Inlandia Literary Journeys Column

Inlandia Literary Journeys columns typically appear in four of the Southern California Newsgroup’s newspapers: The Inland Valley Bulletin, The Press Enterprise, The Redlands Daily Facts, and The Sun. I picked up three of those papers today, but it was raining too much for me to want to drive over to Ontario to pick up a copy of The Inland Valley Bulletin.

I wrote thirty-one ideas for journaling over the past month in preparation for this column’s publication. I still have more ideas that I will share later, but my streak of posts on journaling ideas will cease for now.

Today I have to make some tough decisions about which of those ideas I will actively pursue for myself this year.

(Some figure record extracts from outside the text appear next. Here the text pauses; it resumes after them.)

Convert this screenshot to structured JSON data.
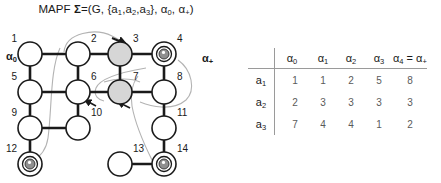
{
  "title": {
    "prefix": "MAPF ",
    "sigma": "Σ",
    "body": "=(G, {a",
    "full_text": "MAPF Σ=(G, {a1,a2,a3}, α0, α+)"
  },
  "labels": {
    "alpha_0": "α",
    "alpha_0_sub": "0",
    "alpha_plus": "α",
    "alpha_plus_sub": "+",
    "agents": [
      "a1",
      "a2",
      "a3"
    ]
  },
  "graph": {
    "nodes": [
      {
        "id": "1",
        "label": "1",
        "x": 30,
        "y": 32,
        "shaded": false,
        "token": null,
        "label_pos": "top-left"
      },
      {
        "id": "2",
        "label": "2",
        "x": 78,
        "y": 32,
        "shaded": false,
        "token": null,
        "label_pos": "top-right"
      },
      {
        "id": "3",
        "label": "3",
        "x": 120,
        "y": 32,
        "shaded": true,
        "token": null,
        "label_pos": "top-right"
      },
      {
        "id": "4",
        "label": "4",
        "x": 164,
        "y": 32,
        "shaded": false,
        "token": "agent",
        "label_pos": "top-right"
      },
      {
        "id": "5",
        "label": "5",
        "x": 30,
        "y": 70,
        "shaded": false,
        "token": null,
        "label_pos": "top-left"
      },
      {
        "id": "6",
        "label": "6",
        "x": 78,
        "y": 70,
        "shaded": false,
        "token": null,
        "label_pos": "top-right"
      },
      {
        "id": "7",
        "label": "7",
        "x": 120,
        "y": 70,
        "shaded": true,
        "token": null,
        "label_pos": "top-right"
      },
      {
        "id": "8",
        "label": "8",
        "x": 164,
        "y": 70,
        "shaded": false,
        "token": null,
        "label_pos": "top-right"
      },
      {
        "id": "9",
        "label": "9",
        "x": 30,
        "y": 106,
        "shaded": false,
        "token": null,
        "label_pos": "top-left"
      },
      {
        "id": "10",
        "label": "10",
        "x": 78,
        "y": 106,
        "shaded": false,
        "token": null,
        "label_pos": "top-right"
      },
      {
        "id": "11",
        "label": "11",
        "x": 164,
        "y": 106,
        "shaded": false,
        "token": null,
        "label_pos": "top-right"
      },
      {
        "id": "12",
        "label": "12",
        "x": 30,
        "y": 142,
        "shaded": false,
        "token": "agent",
        "label_pos": "top-left"
      },
      {
        "id": "13",
        "label": "13",
        "x": 120,
        "y": 142,
        "shaded": false,
        "token": null,
        "label_pos": "top-right"
      },
      {
        "id": "14",
        "label": "14",
        "x": 164,
        "y": 142,
        "shaded": false,
        "token": "agent",
        "label_pos": "top-right"
      }
    ],
    "edges": [
      [
        "1",
        "2"
      ],
      [
        "2",
        "3"
      ],
      [
        "3",
        "4"
      ],
      [
        "1",
        "5"
      ],
      [
        "2",
        "6"
      ],
      [
        "3",
        "7"
      ],
      [
        "4",
        "8"
      ],
      [
        "5",
        "6"
      ],
      [
        "6",
        "7"
      ],
      [
        "7",
        "8"
      ],
      [
        "5",
        "9"
      ],
      [
        "6",
        "10"
      ],
      [
        "8",
        "11"
      ],
      [
        "9",
        "10"
      ],
      [
        "9",
        "12"
      ],
      [
        "11",
        "14"
      ],
      [
        "13",
        "14"
      ]
    ]
  },
  "chart_data": {
    "type": "table",
    "columns": [
      "α₀",
      "α₁",
      "α₂",
      "α₃",
      "α₄ = α₊"
    ],
    "column_parts": [
      {
        "base": "α",
        "sub": "0",
        "suffix": ""
      },
      {
        "base": "α",
        "sub": "1",
        "suffix": ""
      },
      {
        "base": "α",
        "sub": "2",
        "suffix": ""
      },
      {
        "base": "α",
        "sub": "3",
        "suffix": ""
      },
      {
        "base": "α",
        "sub": "4",
        "suffix": " = α"
      }
    ],
    "row_labels": [
      "a₁",
      "a₂",
      "a₃"
    ],
    "row_label_parts": [
      {
        "base": "a",
        "sub": "1"
      },
      {
        "base": "a",
        "sub": "2"
      },
      {
        "base": "a",
        "sub": "3"
      }
    ],
    "rows": [
      {
        "agent": "a1",
        "values": [
          1,
          1,
          2,
          5,
          8
        ]
      },
      {
        "agent": "a2",
        "values": [
          2,
          3,
          3,
          3,
          3
        ]
      },
      {
        "agent": "a3",
        "values": [
          7,
          4,
          4,
          1,
          2
        ]
      }
    ]
  },
  "colors": {
    "node_stroke": "#1a1a1a",
    "node_fill": "#ffffff",
    "node_shaded_fill": "#d6d6d6",
    "edge": "#1a1a1a",
    "path_curve": "#b0b0b0",
    "token_fill": "#8f8f8f",
    "text": "#1a1a1a",
    "table_rule": "#9a9a9a",
    "table_value": "#5a5a5a"
  }
}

Scout has approved my selections for 2023.

I’m going to continue occasionally to record memories of my parents in my grief turned relishing journals (blue for my mom and red for my dad). I will continue to use my black gratitude journal. I’m going to write in response to the pre-written prompts in My Father’s Life journal that my son gave me at least once a week. I’m going to start a nursery rhyme journal in the marble covered book that I have repurposed by slicing out the few pages I had started in it twenty-five years ago. I’m going to use one of the blue mini journals I got from my wife for a sentence journal and the other for my Title My Day journal. I’m going to keep going with my encourager’s journal online. I’d like to keep up with the comic journal that I started, but only occasionally.

Although I am chiding myself about only having so much time, I just overheard my wife talking to her mother about some other new journals that she has bought me for my birthday, so will see what happens.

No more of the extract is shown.